This picture was taken in 1985 at Catherine Donnelly’s graduation from Princeton. With her are her mother, Alice Brown (left) and grandmother, Martha Thompson.
Sometimes the Conscience has a humorous interplay with our lives. It was 24 years ago that a white family decided that their little girl couldn’t and wouldn’t room with a black girl. Little did they know that that black girl would grow up to become the first-lady in the White house. The Conscience is irony in action.
Reported on 4/12/08
www.AJC.com
Michelle Obama speaks last week at Winston-Salem State University. When Catherine Donnelly saw her on TV news reports, she thought she looked familiar. She walked into the historic Nassau Inn that evening and delivered the news to her mother, Alice Brown. “I was horrified,” recalled Brown, who had driven her daughter up from New Orleans. Brown stormed down to the campus housing office and demanded Donnelly be moved to another room. The reason:
One of her roommates was black. “I told them we weren’t used to living with black people — Catherine is from the South,” Brown said.
Today both Donnelly, an Atlanta attorney, and Brown, a retired schoolteacher living in the North Carolina mountains, look back at that time with regret. Like many Americans, they’ve built new perceptions of race on top of a foundation cracked by prejudices past — and present. Yet they rarely speak of the subject.
Barack Obama’s run for president changed that. When the Democratic senator from Illinois invited more dialogue on race last month, Shock to the stereotype. The acceptance letter from the Ivy Leagues was really the culmination of two peoples’ hard work. “My mother was thrilled,” Donnelly jokes, that she got into Princeton. Donnelly, now 44, captained the basketball and volleyball teams. She was the homecoming queen.
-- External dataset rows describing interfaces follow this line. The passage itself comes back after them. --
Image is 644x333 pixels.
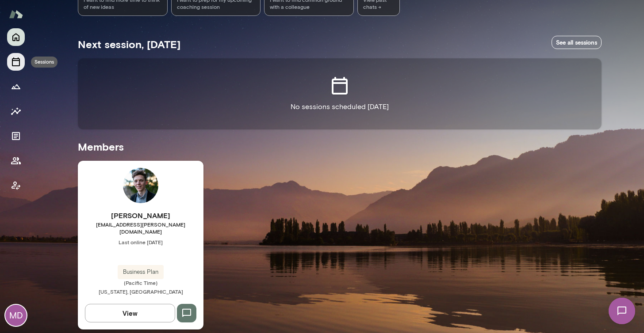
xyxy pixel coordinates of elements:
[7,28,25,46] button: Home
[99,289,183,295] span: [US_STATE], [GEOGRAPHIC_DATA]
[31,56,57,68] div: Sessions
[9,6,23,22] img: Mento
[118,268,164,277] span: Business Plan
[7,78,25,95] button: Growth Plan
[78,140,602,154] h5: Members
[78,37,181,51] h5: Next session, [DATE]
[552,36,602,49] a: See all sessions
[7,127,25,145] button: Documents
[123,168,158,203] img: Mason Diaz
[78,221,204,235] span: [EMAIL_ADDRESS][PERSON_NAME][DOMAIN_NAME]
[78,239,204,246] span: Last online [DATE]
[7,176,25,194] button: Client app
[7,152,25,169] button: Members
[291,102,389,112] p: No sessions scheduled [DATE]
[78,279,204,286] span: (Pacific Time)
[7,103,25,120] button: Insights
[7,53,25,71] button: Sessions
[5,305,26,326] div: MD
[85,304,175,323] button: View
[78,210,204,221] h6: [PERSON_NAME]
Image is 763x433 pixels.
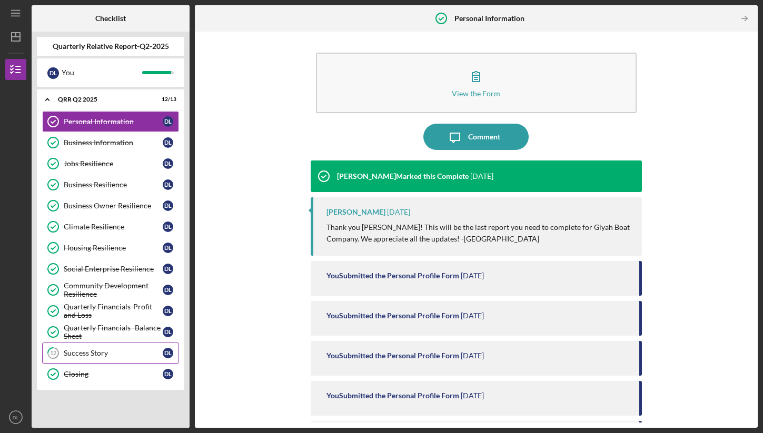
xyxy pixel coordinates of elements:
[42,364,179,385] a: ClosingDL
[163,306,173,317] div: D L
[42,280,179,301] a: Community Development ResilienceDL
[42,322,179,343] a: Quarterly Financials- Balance SheetDL
[42,174,179,195] a: Business ResilienceDL
[58,96,150,103] div: QRR Q2 2025
[327,352,459,360] div: You Submitted the Personal Profile Form
[163,243,173,253] div: D L
[42,301,179,322] a: Quarterly Financials-Profit and LossDL
[163,348,173,359] div: D L
[316,53,637,113] button: View the Form
[327,272,459,280] div: You Submitted the Personal Profile Form
[157,96,176,103] div: 12 / 13
[163,180,173,190] div: D L
[42,111,179,132] a: Personal InformationDL
[42,132,179,153] a: Business InformationDL
[461,392,484,400] time: 2025-08-20 17:43
[163,264,173,274] div: D L
[423,124,529,150] button: Comment
[163,327,173,338] div: D L
[64,223,163,231] div: Climate Resilience
[327,208,386,216] div: [PERSON_NAME]
[64,244,163,252] div: Housing Resilience
[64,139,163,147] div: Business Information
[163,222,173,232] div: D L
[163,116,173,127] div: D L
[95,14,126,23] b: Checklist
[42,259,179,280] a: Social Enterprise ResilienceDL
[42,153,179,174] a: Jobs ResilienceDL
[5,407,26,428] button: DL
[64,303,163,320] div: Quarterly Financials-Profit and Loss
[62,64,142,82] div: You
[13,415,19,421] text: DL
[64,349,163,358] div: Success Story
[64,370,163,379] div: Closing
[327,222,632,245] p: Thank you [PERSON_NAME]! This will be the last report you need to complete for Giyah Boat Company...
[163,159,173,169] div: D L
[461,352,484,360] time: 2025-08-20 23:02
[64,282,163,299] div: Community Development Resilience
[64,265,163,273] div: Social Enterprise Resilience
[470,172,494,181] time: 2025-08-22 16:37
[163,285,173,295] div: D L
[163,201,173,211] div: D L
[452,90,500,97] div: View the Form
[468,124,500,150] div: Comment
[47,67,59,79] div: D L
[42,343,179,364] a: 12Success StoryDL
[42,238,179,259] a: Housing ResilienceDL
[337,172,469,181] div: [PERSON_NAME] Marked this Complete
[461,312,484,320] time: 2025-08-20 23:02
[64,202,163,210] div: Business Owner Resilience
[327,392,459,400] div: You Submitted the Personal Profile Form
[53,42,169,51] b: Quarterly Relative Report-Q2-2025
[64,117,163,126] div: Personal Information
[64,181,163,189] div: Business Resilience
[42,216,179,238] a: Climate ResilienceDL
[50,350,56,357] tspan: 12
[327,312,459,320] div: You Submitted the Personal Profile Form
[64,160,163,168] div: Jobs Resilience
[455,14,525,23] b: Personal Information
[42,195,179,216] a: Business Owner ResilienceDL
[64,324,163,341] div: Quarterly Financials- Balance Sheet
[163,137,173,148] div: D L
[461,272,484,280] time: 2025-08-21 22:47
[387,208,410,216] time: 2025-08-22 16:37
[163,369,173,380] div: D L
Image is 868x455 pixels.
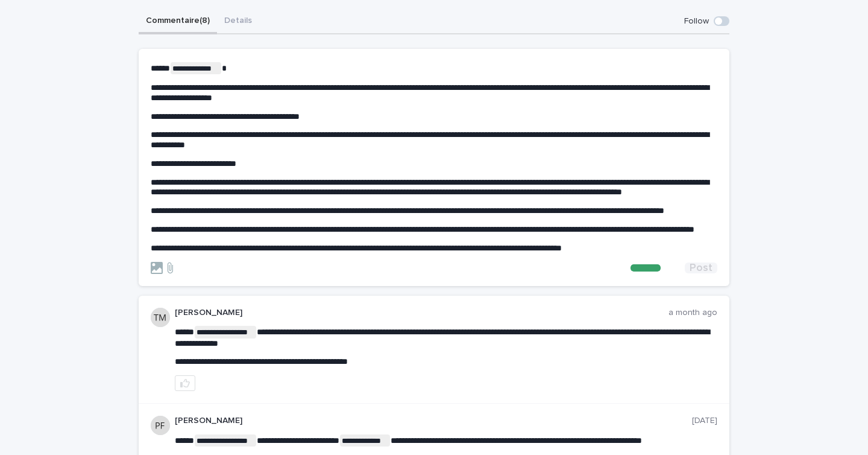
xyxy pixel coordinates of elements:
[175,376,196,391] button: like this post
[692,416,717,426] p: [DATE]
[669,308,717,318] p: a month ago
[631,264,685,272] div: null
[175,416,692,426] p: [PERSON_NAME]
[685,263,717,274] button: Post
[217,9,259,35] button: Details
[690,263,713,274] span: Post
[175,308,669,318] p: [PERSON_NAME]
[684,17,709,27] p: Follow
[139,9,217,35] button: Commentaire (8)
And she racked up science and math awards, often with the help of her mother.
But the “Three R’s” weren’t the only thing Donnelly learned from an early age. There was a fourth one. Her mother and grandmother filled her head with racist stereotypes, portraying African-Americans as prone to crime, uneducated and, at times, people to be feared. Brown, 71, explains that she was raised to think that way.
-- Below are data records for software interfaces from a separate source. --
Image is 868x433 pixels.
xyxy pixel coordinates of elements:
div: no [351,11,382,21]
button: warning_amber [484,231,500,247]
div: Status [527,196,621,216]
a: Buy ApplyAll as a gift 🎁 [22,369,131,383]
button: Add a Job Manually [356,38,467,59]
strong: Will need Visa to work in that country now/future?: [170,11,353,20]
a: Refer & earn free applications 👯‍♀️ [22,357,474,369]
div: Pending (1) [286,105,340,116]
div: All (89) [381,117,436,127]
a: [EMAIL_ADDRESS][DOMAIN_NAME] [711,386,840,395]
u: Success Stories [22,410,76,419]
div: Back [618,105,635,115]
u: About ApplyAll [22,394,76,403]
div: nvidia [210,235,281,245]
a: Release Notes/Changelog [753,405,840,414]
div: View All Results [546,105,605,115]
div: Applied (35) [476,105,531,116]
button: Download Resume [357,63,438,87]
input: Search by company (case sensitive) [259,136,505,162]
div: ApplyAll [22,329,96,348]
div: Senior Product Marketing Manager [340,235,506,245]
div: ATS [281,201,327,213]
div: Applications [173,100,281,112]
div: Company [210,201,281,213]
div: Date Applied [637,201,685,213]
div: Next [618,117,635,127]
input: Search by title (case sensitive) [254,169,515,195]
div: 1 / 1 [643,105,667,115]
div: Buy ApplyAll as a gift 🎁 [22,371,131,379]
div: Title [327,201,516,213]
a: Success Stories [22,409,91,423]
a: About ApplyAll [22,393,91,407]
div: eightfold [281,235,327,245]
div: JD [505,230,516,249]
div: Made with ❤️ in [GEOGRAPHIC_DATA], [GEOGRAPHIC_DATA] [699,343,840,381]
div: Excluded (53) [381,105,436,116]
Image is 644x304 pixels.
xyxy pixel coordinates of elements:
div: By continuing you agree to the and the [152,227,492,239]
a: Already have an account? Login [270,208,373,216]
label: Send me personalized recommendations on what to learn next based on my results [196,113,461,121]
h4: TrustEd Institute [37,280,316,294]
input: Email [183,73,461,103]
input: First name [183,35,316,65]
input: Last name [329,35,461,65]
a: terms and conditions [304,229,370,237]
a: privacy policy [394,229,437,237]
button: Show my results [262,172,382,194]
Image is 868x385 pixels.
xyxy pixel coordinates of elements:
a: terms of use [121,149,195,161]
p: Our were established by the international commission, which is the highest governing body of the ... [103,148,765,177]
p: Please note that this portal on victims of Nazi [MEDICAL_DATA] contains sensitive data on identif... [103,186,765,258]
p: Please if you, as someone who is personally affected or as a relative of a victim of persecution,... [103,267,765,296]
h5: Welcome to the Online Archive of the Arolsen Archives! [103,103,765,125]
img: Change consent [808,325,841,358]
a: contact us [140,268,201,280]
She recalls hearing her grandfather, a sheriff in the North Carolina Mountains, brag about running black visitors out of the county before nightfall. And Brown’s parents held on to the n-word like a family heirloom. In fact, upon learning that her daughter had a black roommate at Princeton, Brown’s first call was to her own mother. Her suggestion: yank Donnelly out of school. alive and well on a prestigious campus in the Northeast. The university’s private eating clubs, host to frat-style parties, were largely white. The social scene for many minority students, including Obama, revolved around an activity building called the Third World Center. ‘I was inspired …. I was envious’ When Donnelly first saw Obama’s wife on TV, she was struck by how tall and graceful she looked. Then she studied her more closely. Michelle Obama looked so familiar, down to those long fingers. Could that be Michelle Robinson? A Google search gave Donnelly the answer. Obama was far more than a first-lady hopeful. She had gone to Harvard Law School, had been an associate dean at the University of Chicago and rose to vice president at the University of Chicago Hospitals and was making over $500,000.00 at the Chicago Hospital plus receiving $51,000 as a director of Wal-Mart and the associate dean salary was unknown.
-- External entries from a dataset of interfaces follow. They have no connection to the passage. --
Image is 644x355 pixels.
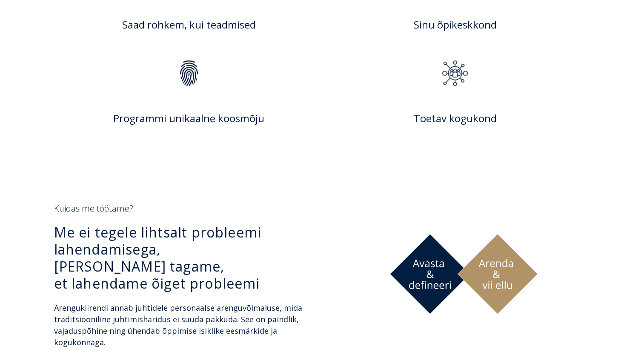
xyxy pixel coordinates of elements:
[113,111,264,125] span: Programmi unikaalne koosmõju
[157,41,221,105] img: 1-Sep-03-2025-01-27-05-4120-PM
[54,203,133,214] span: Kuidas me töötame?
[122,18,256,32] span: Saad rohkem, kui teadmised
[54,303,302,347] span: Arengukiirendi annab juhtidele personaalse arenguvõimaluse, mida traditsiooniline juhtimisharidus...
[338,203,590,345] img: White Soft Brown Professional Elegant Marketing Strategy Presentation 169
[423,41,487,105] img: 2-Sep-03-2025-01-27-42-0092-PM
[54,224,306,292] h3: Me ei tegele lihtsalt probleemi lahendamisega, [PERSON_NAME] tagame, et lahendame õiget probleemi
[414,111,497,125] span: Toetav kogukond
[414,18,497,32] span: Sinu õpikeskkond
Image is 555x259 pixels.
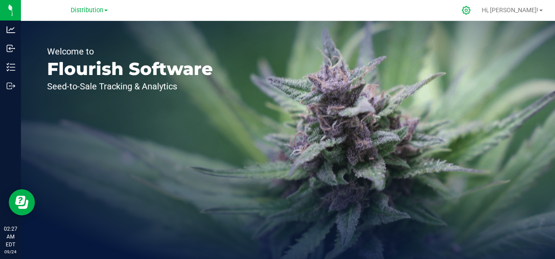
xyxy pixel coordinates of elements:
p: Seed-to-Sale Tracking & Analytics [47,82,213,91]
inline-svg: Inbound [7,44,15,53]
p: 02:27 AM EDT [4,225,17,249]
iframe: Resource center [9,189,35,216]
p: Flourish Software [47,60,213,78]
span: Hi, [PERSON_NAME]! [482,7,539,14]
p: 09/24 [4,249,17,255]
inline-svg: Outbound [7,82,15,90]
div: Manage settings [461,6,473,15]
inline-svg: Inventory [7,63,15,72]
inline-svg: Analytics [7,25,15,34]
p: Welcome to [47,47,213,56]
span: Distribution [71,7,103,14]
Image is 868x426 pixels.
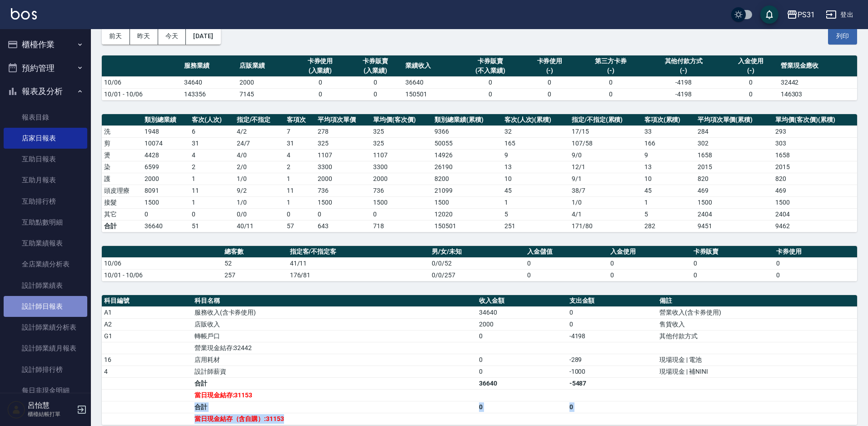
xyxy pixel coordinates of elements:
[3,191,87,212] a: 互助排行榜
[237,77,292,88] td: 2000
[222,246,287,257] th: 總客數
[130,28,158,45] button: 昨天
[237,88,292,100] td: 7145
[607,246,691,257] th: 入金使用
[158,28,186,45] button: 今天
[644,88,723,100] td: -4198
[182,88,237,100] td: 143356
[3,359,87,380] a: 設計師排行榜
[3,253,87,274] a: 全店業績分析表
[186,28,221,45] button: [DATE]
[3,275,87,296] a: 設計師業績表
[370,125,432,137] td: 325
[102,257,222,269] td: 10/06
[284,114,315,126] th: 客項次
[102,77,182,88] td: 10/06
[403,88,458,100] td: 150501
[461,56,519,66] div: 卡券販賣
[102,28,130,45] button: 前天
[315,125,370,137] td: 278
[348,88,403,100] td: 0
[235,149,285,160] td: 4 / 0
[3,128,87,148] a: 店家日報表
[642,209,695,220] td: 5
[3,33,87,56] button: 櫃檯作業
[773,125,857,137] td: 293
[432,184,502,196] td: 21099
[222,257,287,269] td: 52
[577,88,644,100] td: 0
[192,401,476,413] td: 合計
[142,125,190,137] td: 1948
[190,184,235,196] td: 11
[284,184,315,196] td: 11
[567,354,657,366] td: -289
[524,257,607,269] td: 0
[695,220,774,232] td: 9451
[783,6,818,24] button: PS31
[370,220,432,232] td: 718
[370,114,432,126] th: 單均價(客次價)
[370,209,432,220] td: 0
[725,66,776,76] div: (-)
[778,55,857,77] th: 營業現金應收
[569,173,642,184] td: 9 / 1
[567,366,657,377] td: -1000
[657,330,857,342] td: 其他付款方式
[458,77,522,88] td: 0
[3,212,87,233] a: 互助點數明細
[235,196,285,209] td: 1 / 0
[315,137,370,149] td: 325
[102,137,142,149] td: 剪
[760,6,778,24] button: save
[235,114,285,126] th: 指定/不指定
[502,160,569,173] td: 13
[348,77,403,88] td: 0
[774,257,857,269] td: 0
[773,184,857,196] td: 469
[695,173,774,184] td: 820
[642,137,695,149] td: 166
[695,196,774,209] td: 1500
[657,318,857,330] td: 售貨收入
[691,257,774,269] td: 0
[647,66,721,76] div: (-)
[287,257,430,269] td: 41/11
[607,269,691,281] td: 0
[657,354,857,366] td: 現場現金 | 電池
[476,318,567,330] td: 2000
[432,196,502,209] td: 1500
[569,125,642,137] td: 17 / 15
[3,233,87,253] a: 互助業績報表
[315,209,370,220] td: 0
[723,88,778,100] td: 0
[102,149,142,160] td: 燙
[3,317,87,338] a: 設計師業績分析表
[315,220,370,232] td: 643
[102,269,222,281] td: 10/01 - 10/06
[11,8,37,20] img: Logo
[476,401,567,413] td: 0
[567,401,657,413] td: 0
[502,173,569,184] td: 10
[315,114,370,126] th: 平均項次單價
[778,77,857,88] td: 32442
[579,66,642,76] div: (-)
[292,77,348,88] td: 0
[235,184,285,196] td: 9 / 2
[642,125,695,137] td: 33
[773,160,857,173] td: 2015
[142,114,190,126] th: 類別總業績
[695,125,774,137] td: 284
[642,149,695,160] td: 9
[190,137,235,149] td: 31
[774,269,857,281] td: 0
[502,149,569,160] td: 9
[642,196,695,209] td: 1
[142,184,190,196] td: 8091
[190,196,235,209] td: 1
[723,77,778,88] td: 0
[102,295,857,425] table: a dense table
[190,209,235,220] td: 0
[476,354,567,366] td: 0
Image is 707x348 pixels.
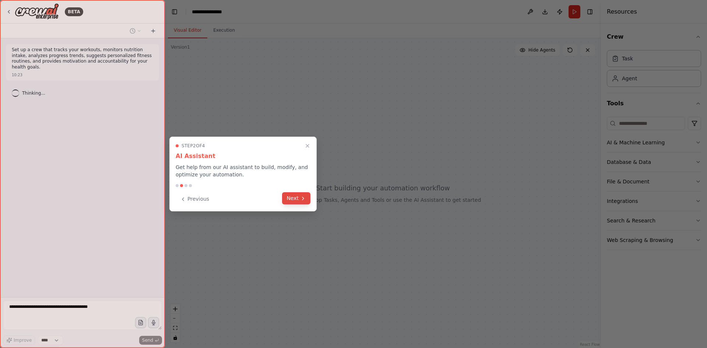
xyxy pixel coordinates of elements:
[176,152,311,161] h3: AI Assistant
[303,141,312,150] button: Close walkthrough
[169,7,180,17] button: Hide left sidebar
[282,192,311,204] button: Next
[182,143,205,149] span: Step 2 of 4
[176,193,214,205] button: Previous
[176,164,311,178] p: Get help from our AI assistant to build, modify, and optimize your automation.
“I was inspired,” she says. “I was amazed. And I was envious of all she had accomplished.”
Donnelly called her mother, who in turn phoned the friend who had traveled with her to Princeton all those years ago. The friends had stayed up that night calling everyone they knew with a connection to the university, hoping to get Catherine moved out of the room.
“We thought this is so ironic,” Brown says. “[Obama] could be the first lady, and here we wanted to get my child out of her influence.”
Some empathy for lingering anger Living as a gay woman has made Donnelly far more aware of what it’s like to be judged by a trait beyond your control. “Being gay is such a small part of who I am.” Now she wishes she had reached across racial lines at Princeton. “I don’t think I ever set foot in the Third World Center,” she says of the popular hangout for minority students. “It’s like this mystical place.” When Brown heard about Barack Obama’s former pastor — his angry rants against white America — she didn’t like it. But she understood. “If I had been treated the same way blacks have been treated,” she says, “I’d be resentful, too.”